AHS names private company to take over hospital laundry services in Medicine Hat, which local health advocates continue to suggest won't result in the savings claimed by the United Conservative government.--NEWS FILE PHOTO
The battle to retain the city hospital’s in-house laundry service – and the jobs which came with it – appears to be coming to end with Alberta Health Services announcing its private contractor Tuesday.
“It was a foregone conclusion,” said Avril Torrance, co-chair of the Palliser chapter of the Friends of Medicare, of the fight to retain linen services at the hospital over the past decade.
K-Bro Linen Systems was awarded the contract, according to a release from AHS, but no dollar amount was attached to the deal.
“The former government’s opposition to contracting with a company to wash laundry would have cost taxpayers over $100 million,” Alberta Heath Minister Tyler Shandro said in a statement. “Fortunately, that will not happen under this government.”
However, that statement appears to contradict the UCP government’s own commissioned report on a review of health spending in the province.
The Ernst and Young report released in 2019 pegged savings from contracting laundry, security, food, translation, interpretation and non-emergency transportation services collectively at between $100 million and $140 million.

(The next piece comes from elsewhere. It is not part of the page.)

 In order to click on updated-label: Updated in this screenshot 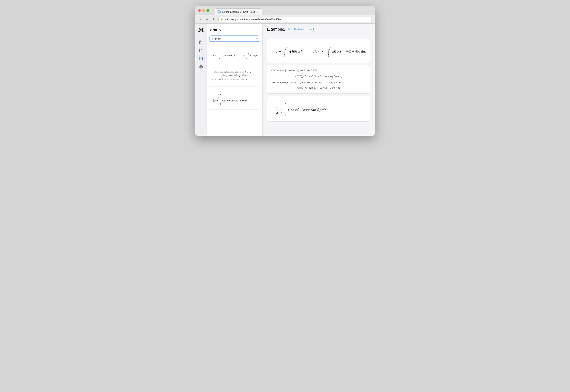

Torrence says it’s an example of the inability of AHS to provide transparency with its spending, which she argues doesn’t provide fiscal accountability to the public for health spending or whether any tax dollars will be actually saved.
“We will never see the cost savings that they talk about because the government is so opaque and lacking in accountability that we never actually get to see the dollars and cents in any real way,” said Torrance.
According to the Alberta Union of Public Employees, jobs will be lost in the Medicine Hat area due to the closure, and it anticipates services will be based out of either Edmonton or Calgary.